February 23, 2007...10:52 pm

Old Journals

Jump to Comments

Since I’m planning to move in a few months, I’ve been going through my papers, throwing out half or more: I reduced a four double-drawer file cabinet down to four plastic boxes, and what I kept from a suitcase full of old correspondence fit inside two manilla envelopes. When I pulled another box out of the closet and saw dozens of spiral-bound notebooks, I groaned. These were my journals; I couldn’t toss them without first going through them for gems I might want to save. The letter-reading had already been torture–I wasn’t looking forward to this task.

But my old journals turned out to be a lot more interesting than the letters; for one thing, they were all written by me, rather than by others, and I find myself endlessly fascinating. I always expected that one day, in my old age, I’d read the journals–well, I’m not exactly in old age yet, but I am old enough to look back and see how terribly young I was.

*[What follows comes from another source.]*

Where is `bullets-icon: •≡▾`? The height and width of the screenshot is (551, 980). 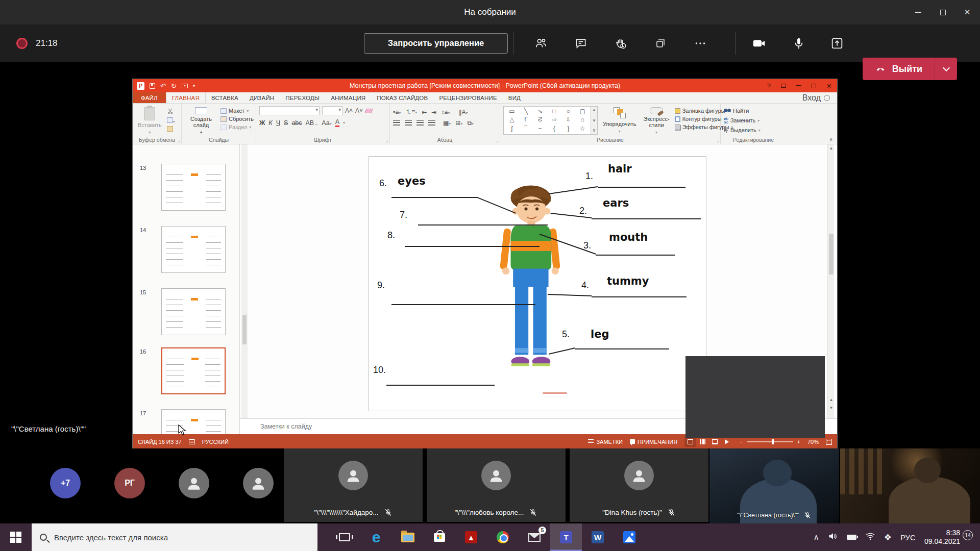
bullets-icon: •≡▾ is located at coordinates (397, 112).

For instance: In 1979, the nuclear power plant at Three Mile Island in Pennsylvania blew. Nearly had a meltdown. Or something like that. At the time, my friends and I, all anti-nuke activists, were certain that our predictions of a nuclear holocaust were being realized. We thought the winds blowing east from Pennsylvania would make New York uninhabitable. At the time it seemed perfectly logical. I wrote:

There’s an anti-nuke demonstration up in Albany tomorrow, but Joani won’t go because she’s preparing to move, either to Illinois or Switzerland.

I mean, I just about cracked up. Joani, by the way, is still safe and sound in New York; I e-mailed her that passage.

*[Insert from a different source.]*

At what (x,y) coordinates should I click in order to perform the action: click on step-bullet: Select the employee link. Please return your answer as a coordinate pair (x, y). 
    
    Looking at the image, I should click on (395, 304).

I also wrote an almost epic poem about the event, titled “Even this.” Here I’d managed to eke out an existence, living communally with my kids and three other adults in a falling-down three-story house whose well was so contaminated we had to haul in bottles of water. And now, I wrote, we’d have to leave “even this.” When I delivered the poem to the office of the Woodstock Times, the newspaper’s eccentric, smart-ass editor (a few years later I would become his assistant) took it from my hand and, without reading it, called out to the typesetter, “We have another Three Mile Island poem here.”

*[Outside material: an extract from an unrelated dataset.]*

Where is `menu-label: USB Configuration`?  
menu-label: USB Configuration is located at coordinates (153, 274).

I used to worry that when I die my journals will be discovered and, thinking they’re “a writer’s diary,” people will eagerly go through them with visions of publication, only to find nothing but badly written whining complaints. But I’ve been surprised to find them full of all sorts of sociological tidbits. Still, there’s a lot of whining going on, and I really do shudder to think about them being read when I’m gone–or even before that, come to think of it. Thus, I’m shredding. By hand, since I don’t have a fancy machine. The pieces will go into a plastic bag and into the garbage–recycling is too risky.

But if I come across anything else as interesting as the Three Mile Island fiasco, I’ll post it on this blog. Certain things, after all, ought to be saved for posterity.

4 Comments

  • That was hilarious. I once found some of my teenage poetry during a ‘pack and move’ and it was excruciating. Let me never attempt poetry again. Never! I kept it to remind me how terrible it is and also how self-obsessed adolescence is, but I am scared that people will find it when I die and assume that I was proud of it. They’ll feel compelled to use it in my funeral service and I will die all over again, this time of embarrassment.

    Sorry to keep dominating your comments but this post was too funny.

  • Please, never apologize for commenting–I totally enjoy hearing your reactions to my posts.

  • thanks for this. i’d been thinking a lot about old journals today. i’m sorry to hear it was a task to read through all of them, so much of your life distilled into one long day of reading can, i’m sure, feel like 1,200 layers of skin all being shed at once.

    i’m looking to do an art project with a couple of old anonymous journals. do you have any idea where i can buy such things?

  • Actually, Emily, I did not spend “one long day” reading through the journals–so far I’ve gotten through four or five, with about 20 more to go. The skin is shedding more gradually.

    Sorry, but I have no idea where one can get art journals. Try googling.